Erica thought we’d get to go before a judge to finalize guardianship sometime early in the new year, which we were all trying to stay cautiously optimistic about. Erica had pulled us aside and told us she thought it was a done deal, but we’d learned to be careful about such things. “This is a good thing, guys,” she’d told us. “You’ll see. I’m never wrong about situations like this.”

We already had everything we needed to get her registered for the new school year next month, something she wasn’t exactly thrilled about. Otter and I decided that we’d wait to talk to her about it more until August, but she knew it was coming, whether she wanted it to or not.

I think she let a couple of bugs into the house on purpose for that.

I was concerned for a little while that she’d feel we were shoving her aside with all this baby shit, or that she’d think she inconvenienced us by appearing when she did, especially with the twins on the way. When we sat her down to tell her that she wasn’t in the way, that we wanted her here, twins or no twins, she looked at us a little funny before saying that she knew that. “Don’t be stupid, Bear,” she’d said, rolling her eyes. “You’ve already done more for me than Mom ever did. I’m not worried about that.”
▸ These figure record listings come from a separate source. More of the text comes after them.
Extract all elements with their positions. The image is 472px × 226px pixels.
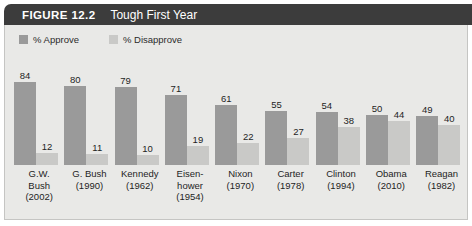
figure-number-label: FIGURE 12.2 [22,9,95,21]
bar-value-label: 84 [14,70,36,81]
bar-group: 7910Kennedy(1962) [115,55,165,218]
bar-approve[interactable]: 79 [115,87,137,165]
category-label-line: G. Bush [64,168,114,180]
bar-value-label: 79 [115,75,137,86]
bar-rect [187,146,209,165]
bar-group: 5438Clinton(1994) [316,55,366,218]
bar-rect [366,115,388,165]
bar-rect [86,154,108,165]
legend-swatch-disapprove [109,35,118,44]
bar-rect [165,95,187,165]
bar-value-label: 12 [36,141,58,152]
bar-group: 8412G.W.Bush(2002) [14,55,64,218]
category-label-line: Clinton [316,168,366,180]
bar-pair: 8011 [64,55,114,165]
bar-value-label: 10 [137,143,159,154]
bar-value-label: 50 [366,103,388,114]
bar-pair: 7119 [165,55,215,165]
bar-group: 5044Obama(2010) [366,55,416,218]
bar-disapprove[interactable]: 19 [187,146,209,165]
category-label-line: Carter [265,168,315,180]
category-label: Obama(2010) [366,168,416,218]
chart-legend: % Approve% Disapprove [19,34,212,45]
bar-rect [438,125,460,165]
bar-disapprove[interactable]: 40 [438,125,460,165]
legend-label: % Disapprove [123,34,182,45]
bar-value-label: 27 [287,126,309,137]
chart-panel: % Approve% Disapprove 8412G.W.Bush(2002)… [4,25,468,220]
bar-approve[interactable]: 55 [265,111,287,165]
bar-pair: 5527 [265,55,315,165]
bar-disapprove[interactable]: 12 [36,153,58,165]
bar-disapprove[interactable]: 44 [388,121,410,165]
bar-group-list: 8412G.W.Bush(2002)8011G. Bush(1990)7910K… [14,55,467,218]
bar-value-label: 44 [388,109,410,120]
bar-approve[interactable]: 84 [14,82,36,165]
bar-value-label: 22 [237,131,259,142]
bar-rect [287,138,309,165]
bar-pair: 4940 [416,55,466,165]
bar-disapprove[interactable]: 10 [137,155,159,165]
figure-title-bar: FIGURE 12.2 Tough First Year [4,4,472,25]
figure-container: FIGURE 12.2 Tough First Year % Approve% … [0,0,472,226]
bar-value-label: 55 [265,99,287,110]
chart-plot-area: 8412G.W.Bush(2002)8011G. Bush(1990)7910K… [5,55,467,218]
legend-swatch-approve [19,35,28,44]
bar-pair: 6122 [215,55,265,165]
category-label-line: Eisen- [165,168,215,180]
bar-value-label: 11 [86,142,108,153]
category-label-line: (1982) [416,180,466,192]
bar-approve[interactable]: 80 [64,86,86,165]
bar-rect [115,87,137,165]
category-label-line: (2002) [14,191,64,203]
bar-rect [137,155,159,165]
bar-approve[interactable]: 61 [215,105,237,165]
bar-rect [265,111,287,165]
category-label: Nixon(1970) [215,168,265,218]
bar-value-label: 40 [438,113,460,124]
bar-rect [416,116,438,165]
bar-value-label: 61 [215,93,237,104]
category-label-line: G.W. [14,168,64,180]
bar-approve[interactable]: 50 [366,115,388,165]
bar-pair: 5438 [316,55,366,165]
bar-approve[interactable]: 54 [316,112,338,165]
bar-rect [237,143,259,165]
category-label-line: (1990) [64,180,114,192]
bar-rect [388,121,410,165]
category-label: Eisen-hower(1954) [165,168,215,218]
bar-pair: 5044 [366,55,416,165]
figure-title: Tough First Year [110,8,197,22]
category-label: Reagan(1982) [416,168,466,218]
legend-item: % Disapprove [109,34,182,45]
category-label-line: (1962) [115,180,165,192]
category-label-line: (1970) [215,180,265,192]
bar-disapprove[interactable]: 27 [287,138,309,165]
category-label-line: Kennedy [115,168,165,180]
bar-disapprove[interactable]: 38 [338,127,360,165]
bar-approve[interactable]: 71 [165,95,187,165]
category-label: Clinton(1994) [316,168,366,218]
bar-rect [64,86,86,165]
bar-group: 4940Reagan(1982) [416,55,466,218]
bar-pair: 8412 [14,55,64,165]
bar-approve[interactable]: 49 [416,116,438,165]
category-label: G. Bush(1990) [64,168,114,218]
bar-rect [215,105,237,165]
category-label: G.W.Bush(2002) [14,168,64,218]
bar-value-label: 71 [165,83,187,94]
bar-value-label: 49 [416,104,438,115]
bar-disapprove[interactable]: 22 [237,143,259,165]
bar-group: 7119Eisen-hower(1954) [165,55,215,218]
category-label: Carter(1978) [265,168,315,218]
bar-value-label: 19 [187,134,209,145]
legend-label: % Approve [33,34,79,45]
bar-group: 6122Nixon(1970) [215,55,265,218]
bar-value-label: 80 [64,74,86,85]
category-label-line: (1978) [265,180,315,192]
category-label-line: Bush [14,180,64,192]
bar-pair: 7910 [115,55,165,165]
bar-disapprove[interactable]: 11 [86,154,108,165]
category-label-line: (1954) [165,191,215,203]
category-label-line: (1994) [316,180,366,192]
I’d never felt so bad and so good all at the same time. It was an odd feeling.

So we’re all right. Mostly. I’m still not happy about Ty’s living arrangement, but I don’t think Dom has smiled this much since I’ve known him, so they must be doing okay. I’d told Tyson that he absolutely cannot get married until he finishes college, and he’d given me such a look of horror that I immediately felt better about the entire situation.

Except now I have a breast pump in my lap, and I’m plotting ways to make a ninety-year-old bigot pay for her crimes.

My life is strange.

“Do you really need all this stuff?” Tyson asks, frowning at a giant

vat of some kind of cream he’d unwrapped. “Isn’t it a little overkill?”
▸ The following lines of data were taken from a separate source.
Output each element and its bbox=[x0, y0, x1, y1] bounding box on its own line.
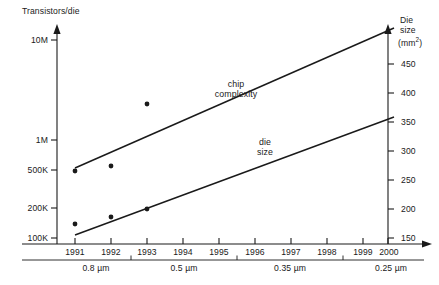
process-band-label-0-5um: 0.5 µm bbox=[148, 263, 220, 274]
right-axis-title-line1: Die bbox=[400, 15, 413, 25]
datapoint bbox=[109, 164, 114, 169]
x-tick-label-1992: 1992 bbox=[93, 247, 129, 258]
right-axis-ticks bbox=[388, 64, 394, 238]
annotation-die-size-line2: size bbox=[240, 147, 290, 158]
y2-tick-label-450: 450 bbox=[401, 59, 416, 70]
y-tick-label-100k: 100K bbox=[4, 233, 48, 244]
y2-tick-label-400: 400 bbox=[401, 88, 416, 99]
process-band-label-0-35um: 0.35 µm bbox=[254, 263, 326, 274]
x-axis-arrowhead bbox=[422, 240, 432, 247]
annotation-die-size-line1: die bbox=[240, 137, 290, 148]
y-tick-label-1m: 1M bbox=[4, 135, 48, 146]
y-tick-label-200k: 200K bbox=[4, 203, 48, 214]
x-tick-label-1993: 1993 bbox=[129, 247, 165, 258]
right-axis-title-line2: size bbox=[400, 25, 416, 35]
trendline-die-size bbox=[75, 117, 394, 235]
chart-figure: Transistors/die Die size (mm2) 10M 1M 50… bbox=[0, 0, 439, 285]
y2-tick-label-350: 350 bbox=[401, 117, 416, 128]
datapoint bbox=[73, 169, 78, 174]
x-tick-label-1996: 1996 bbox=[237, 247, 273, 258]
right-axis-title-line3: (mm2) bbox=[398, 35, 422, 48]
datapoint bbox=[109, 215, 114, 220]
x-axis-ticks bbox=[75, 238, 388, 244]
datapoint bbox=[145, 207, 150, 212]
right-axis-unit-open: (mm bbox=[398, 38, 415, 48]
right-axis-unit-close: ) bbox=[419, 38, 422, 48]
x-tick-label-2000: 2000 bbox=[371, 247, 407, 258]
left-axis-group bbox=[51, 24, 61, 244]
y-tick-label-500k: 500K bbox=[4, 165, 48, 176]
left-axis-ticks bbox=[51, 40, 57, 238]
datapoints-chip-complexity bbox=[73, 102, 150, 174]
x-tick-label-1994: 1994 bbox=[165, 247, 201, 258]
y2-tick-label-300: 300 bbox=[401, 146, 416, 157]
y-tick-label-10m: 10M bbox=[4, 35, 48, 46]
datapoint bbox=[145, 102, 150, 107]
annotation-chip-complexity-line1: chip bbox=[196, 79, 276, 90]
right-axis-group bbox=[384, 24, 394, 244]
y2-tick-label-200: 200 bbox=[401, 204, 416, 215]
left-axis-arrowhead bbox=[53, 24, 60, 34]
y2-tick-label-250: 250 bbox=[401, 175, 416, 186]
process-band-label-0-25um: 0.25 µm bbox=[355, 263, 427, 274]
datapoint bbox=[73, 222, 78, 227]
y2-tick-label-150: 150 bbox=[401, 233, 416, 244]
x-tick-label-1998: 1998 bbox=[309, 247, 345, 258]
datapoints-die-size bbox=[73, 207, 150, 227]
x-tick-label-1995: 1995 bbox=[201, 247, 237, 258]
x-tick-label-1997: 1997 bbox=[273, 247, 309, 258]
annotation-chip-complexity-line2: complexity bbox=[196, 89, 276, 100]
x-tick-label-1991: 1991 bbox=[57, 247, 93, 258]
left-axis-title: Transistors/die bbox=[22, 6, 80, 16]
process-band-label-0-8um: 0.8 µm bbox=[60, 263, 132, 274]
chart-plot-area bbox=[0, 0, 439, 285]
Dom and Anna had matching eye rolls, like they couldn’t believe the childless people in the room could be so naïve. I forgot every now and then that Dom went through this exact same thing while we’d been in New Hampshire, and I felt guilty at the fact that we hadn’t been there for him like he was here now. There wasn’t much I could do about it, but it still doesn’t sit with me right.
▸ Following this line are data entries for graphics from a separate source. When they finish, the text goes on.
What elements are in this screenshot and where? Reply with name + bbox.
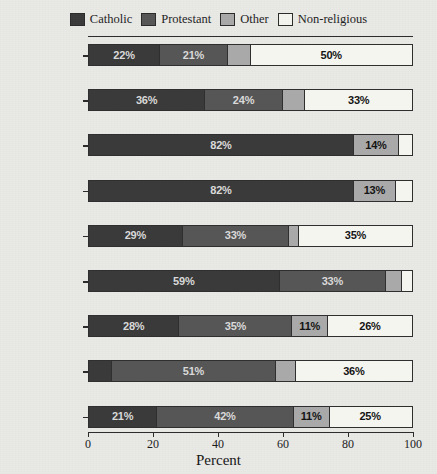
bar-row: 28%35%11%26%	[88, 315, 413, 337]
bar-segment: 82%	[89, 135, 354, 155]
x-axis-tick-label: 80	[342, 438, 354, 451]
legend-swatch-icon	[70, 13, 85, 26]
bar-row: 82%13%	[88, 180, 413, 202]
bar-segment-value-label: 33%	[348, 95, 369, 106]
bar-segment: 33%	[280, 271, 387, 291]
bar-segment: 35%	[299, 226, 412, 246]
legend-swatch-icon	[220, 13, 235, 26]
legend-label: Other	[240, 13, 268, 26]
legend-entry: Other	[220, 13, 268, 26]
bar-segment: 35%	[179, 316, 292, 336]
bar-segment: 21%	[89, 407, 157, 427]
bar-segment	[289, 226, 299, 246]
x-axis-tick-label: 40	[212, 438, 224, 451]
bar-segment: 11%	[294, 407, 330, 427]
legend-entry: Catholic	[70, 13, 132, 26]
bar-segment: 22%	[89, 45, 160, 65]
x-axis-tick-label: 0	[85, 438, 91, 451]
bar-segment	[396, 181, 412, 201]
bar-segment-value-label: 22%	[113, 50, 134, 61]
bar-row: 29%33%35%	[88, 225, 413, 247]
chart-legend: CatholicProtestantOtherNon-religious	[0, 13, 437, 26]
bar-segment-value-label: 25%	[359, 411, 380, 422]
bar-segment: 25%	[330, 407, 411, 427]
legend-label: Non-religious	[298, 13, 367, 26]
bar-segment	[399, 135, 412, 155]
bar-segment: 26%	[328, 316, 412, 336]
legend-entry: Protestant	[141, 13, 211, 26]
bar-segment	[89, 361, 112, 381]
bar-segment	[276, 361, 295, 381]
bar-segment	[283, 90, 306, 110]
bar-row: 59%33%	[88, 270, 413, 292]
bar-segment: 13%	[354, 181, 396, 201]
bar-segment	[402, 271, 412, 291]
legend-entry: Non-religious	[278, 13, 367, 26]
bar-row: 22%21%50%	[88, 44, 413, 66]
bar-segment: 28%	[89, 316, 179, 336]
bar-segment: 33%	[183, 226, 290, 246]
bar-segment: 82%	[89, 181, 354, 201]
x-axis-tick-label: 100	[404, 438, 422, 451]
legend-swatch-icon	[278, 13, 293, 26]
bar-segment: 36%	[296, 361, 412, 381]
x-axis-tick-label: 60	[277, 438, 289, 451]
bar-segment-value-label: 13%	[364, 185, 385, 196]
bar-segment-value-label: 33%	[322, 276, 343, 287]
bar-segment: 14%	[354, 135, 399, 155]
bar-segment: 36%	[89, 90, 205, 110]
bar-segment-value-label: 21%	[112, 411, 133, 422]
bar-segment-value-label: 29%	[125, 230, 146, 241]
bar-segment-value-label: 50%	[321, 50, 342, 61]
bar-row: 36%24%33%	[88, 89, 413, 111]
x-axis-title: Percent	[0, 452, 437, 468]
bar-segment: 33%	[305, 90, 412, 110]
x-axis-tick-label: 20	[147, 438, 159, 451]
bar-segment-value-label: 21%	[183, 50, 204, 61]
bar-segment	[228, 45, 251, 65]
bar-segment-value-label: 35%	[225, 321, 246, 332]
bar-segment-value-label: 36%	[343, 366, 364, 377]
bar-segment: 11%	[292, 316, 328, 336]
bar-segment-value-label: 24%	[233, 95, 254, 106]
bar-segment-value-label: 51%	[183, 366, 204, 377]
stacked-bar-chart: CatholicProtestantOtherNon-religious 020…	[0, 0, 437, 474]
bar-segment	[386, 271, 402, 291]
bar-row: 82%14%	[88, 134, 413, 156]
bar-segment: 59%	[89, 271, 280, 291]
legend-label: Catholic	[90, 13, 132, 26]
bar-segment: 51%	[112, 361, 277, 381]
bar-segment-value-label: 28%	[123, 321, 144, 332]
bar-segment-value-label: 11%	[299, 321, 320, 332]
bar-row: 51%36%	[88, 360, 413, 382]
bar-segment-value-label: 11%	[301, 411, 322, 422]
bar-segment-value-label: 59%	[173, 276, 194, 287]
plot-top-rule	[88, 36, 413, 37]
bar-segment-value-label: 82%	[210, 185, 231, 196]
bar-segment-value-label: 82%	[210, 140, 231, 151]
bar-segment: 24%	[205, 90, 283, 110]
bar-segment: 42%	[157, 407, 294, 427]
legend-label: Protestant	[161, 13, 211, 26]
bar-segment-value-label: 35%	[345, 230, 366, 241]
bar-segment: 29%	[89, 226, 183, 246]
bar-segment-value-label: 14%	[365, 140, 386, 151]
bar-row: 21%42%11%25%	[88, 406, 413, 428]
legend-swatch-icon	[141, 13, 156, 26]
bar-segment-value-label: 33%	[225, 230, 246, 241]
bar-segment: 50%	[251, 45, 412, 65]
bar-segment-value-label: 36%	[136, 95, 157, 106]
bar-segment-value-label: 26%	[359, 321, 380, 332]
x-axis-line	[88, 432, 413, 433]
bar-segment: 21%	[160, 45, 228, 65]
bar-segment-value-label: 42%	[214, 411, 235, 422]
“Trust me,” Anna says. “You’ll need all of this and more. Those hundreds of diapers you have stacked against the wall? That’ll probably last you a couple of months, if you’re lucky. Formula? Gone by Thanksgiving. Wipes? Probably will have to buy more by the time Halloween decorations go up.”

The Kid stares at her, aghast. “That’s such a racket.”

“Newborns cry, poop, eat, and sleep,” Izzie says. “And that’s it.”

“How do you know?” Ty asks.

“I read about it on the internet.”

“You’re researching newborns?” I ask, oddly touched.

She sighs and puts the book down in her lap. “There are going to be two of them,” she says. “And I’m going to be their aunt. Of course I’m researching newborns. I plan on being their favorite out of anyone, so I need to get a head start.”

“Aunt Izzie,” I say. “You know, I never really thought of that. Weird, right? You’re only thirteen years old, and you’re going to be an aunt.”

“I was a late mistake,” Izzie says. “It happens.”